* - "The first of these stories (which Mr Goodman considers to be extremely typical of 'post-war undergraduate life} depicts Sebastian showing a girl friend from London the sights of Cambridge. 'And this is the Dean's window,' he said; then smashing the pane with a stone, he added: 'And this is the Dean.' Needless to say that Sebastian has been pulling Mr Goodman's leg: the story is as old as the University itself.
Let us look at the second one. During a short vacation trip to Germany (1921? 1922?) Sebastian, one night, being annoyed by the caterwauls in the street, started to pelt the offenders with miscellaneous objects including an egg. Presently, a policeman knocked at his door, bringing back all these objects minus the egg.
This is from an old (or, as Mr Goodman would say, pre-war') Jerome K. Jerome book. Leg-pulling again.

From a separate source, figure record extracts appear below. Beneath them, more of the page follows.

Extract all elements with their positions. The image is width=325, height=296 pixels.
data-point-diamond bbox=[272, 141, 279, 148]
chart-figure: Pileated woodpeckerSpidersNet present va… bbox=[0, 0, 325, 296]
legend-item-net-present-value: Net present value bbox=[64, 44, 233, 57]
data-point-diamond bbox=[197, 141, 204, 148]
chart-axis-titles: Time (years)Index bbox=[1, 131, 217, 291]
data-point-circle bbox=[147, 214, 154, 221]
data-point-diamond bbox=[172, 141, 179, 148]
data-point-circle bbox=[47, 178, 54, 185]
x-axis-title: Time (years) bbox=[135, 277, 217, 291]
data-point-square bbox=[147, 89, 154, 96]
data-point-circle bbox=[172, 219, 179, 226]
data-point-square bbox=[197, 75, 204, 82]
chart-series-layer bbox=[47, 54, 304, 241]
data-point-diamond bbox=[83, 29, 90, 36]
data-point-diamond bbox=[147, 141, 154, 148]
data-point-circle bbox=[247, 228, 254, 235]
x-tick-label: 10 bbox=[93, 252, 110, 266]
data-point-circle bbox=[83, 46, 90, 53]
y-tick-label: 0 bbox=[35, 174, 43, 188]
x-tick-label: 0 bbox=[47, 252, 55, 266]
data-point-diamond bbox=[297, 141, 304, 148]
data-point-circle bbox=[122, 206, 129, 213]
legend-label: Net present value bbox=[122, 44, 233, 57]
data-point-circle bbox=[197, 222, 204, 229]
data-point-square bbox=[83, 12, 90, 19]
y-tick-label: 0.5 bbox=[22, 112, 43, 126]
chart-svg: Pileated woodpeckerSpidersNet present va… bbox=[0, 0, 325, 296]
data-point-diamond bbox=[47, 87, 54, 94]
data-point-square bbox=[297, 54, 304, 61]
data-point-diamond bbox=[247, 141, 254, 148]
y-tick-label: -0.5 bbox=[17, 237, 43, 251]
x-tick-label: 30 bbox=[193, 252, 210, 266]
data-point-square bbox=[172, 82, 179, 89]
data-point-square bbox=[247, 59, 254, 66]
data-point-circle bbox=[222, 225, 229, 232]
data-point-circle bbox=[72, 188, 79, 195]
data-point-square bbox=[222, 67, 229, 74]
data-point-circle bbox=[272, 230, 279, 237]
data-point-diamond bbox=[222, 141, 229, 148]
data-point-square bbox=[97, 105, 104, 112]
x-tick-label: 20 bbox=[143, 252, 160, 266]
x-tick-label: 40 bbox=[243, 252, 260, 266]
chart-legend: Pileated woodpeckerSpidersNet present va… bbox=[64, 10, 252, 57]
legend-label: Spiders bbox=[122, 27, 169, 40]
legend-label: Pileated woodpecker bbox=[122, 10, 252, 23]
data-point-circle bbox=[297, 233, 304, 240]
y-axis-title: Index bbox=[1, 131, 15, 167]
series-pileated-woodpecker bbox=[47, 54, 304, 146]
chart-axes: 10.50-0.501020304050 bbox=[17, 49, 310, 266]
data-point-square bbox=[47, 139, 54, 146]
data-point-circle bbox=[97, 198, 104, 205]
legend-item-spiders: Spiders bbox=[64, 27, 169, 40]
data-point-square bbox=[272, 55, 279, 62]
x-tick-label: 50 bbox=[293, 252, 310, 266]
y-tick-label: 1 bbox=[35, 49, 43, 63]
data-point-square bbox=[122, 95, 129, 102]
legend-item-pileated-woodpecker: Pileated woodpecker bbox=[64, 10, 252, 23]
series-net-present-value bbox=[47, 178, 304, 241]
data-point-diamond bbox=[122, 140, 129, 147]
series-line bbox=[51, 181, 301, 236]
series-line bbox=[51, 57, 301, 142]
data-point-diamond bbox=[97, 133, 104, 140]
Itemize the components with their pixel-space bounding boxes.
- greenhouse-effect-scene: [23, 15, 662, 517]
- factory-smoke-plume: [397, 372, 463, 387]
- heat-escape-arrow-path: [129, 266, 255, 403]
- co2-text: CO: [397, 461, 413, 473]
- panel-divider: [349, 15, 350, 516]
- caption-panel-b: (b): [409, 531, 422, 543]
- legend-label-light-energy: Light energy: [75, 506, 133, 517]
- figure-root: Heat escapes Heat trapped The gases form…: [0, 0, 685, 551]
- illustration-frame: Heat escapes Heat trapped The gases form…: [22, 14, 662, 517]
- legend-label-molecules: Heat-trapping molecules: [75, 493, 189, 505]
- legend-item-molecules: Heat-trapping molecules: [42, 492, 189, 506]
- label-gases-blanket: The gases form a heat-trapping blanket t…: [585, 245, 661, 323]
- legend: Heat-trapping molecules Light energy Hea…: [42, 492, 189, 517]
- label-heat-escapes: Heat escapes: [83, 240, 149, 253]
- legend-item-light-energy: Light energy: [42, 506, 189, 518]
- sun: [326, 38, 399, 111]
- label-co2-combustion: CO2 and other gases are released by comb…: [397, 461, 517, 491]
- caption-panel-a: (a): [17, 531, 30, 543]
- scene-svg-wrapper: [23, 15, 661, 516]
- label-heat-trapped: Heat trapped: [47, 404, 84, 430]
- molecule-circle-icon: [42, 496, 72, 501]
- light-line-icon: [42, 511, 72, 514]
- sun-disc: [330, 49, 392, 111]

Third story: Sebastian speaking of his very first novel (unpublished and destroyed) explained that it was about a fat young student who travels home to find his mother married to his uncle; this uncle, an ear-specialist, had murdered the student's father.
Mr Goodman misses the joke.
Fourth: Sebastian in the summer of 1922 had overworked himself and, suffering from hallucinations, used to see a kind of optical ghost — a black-robed monk moving swiftly towards him from the sky.
This is a little harder: a short story by Chekhov.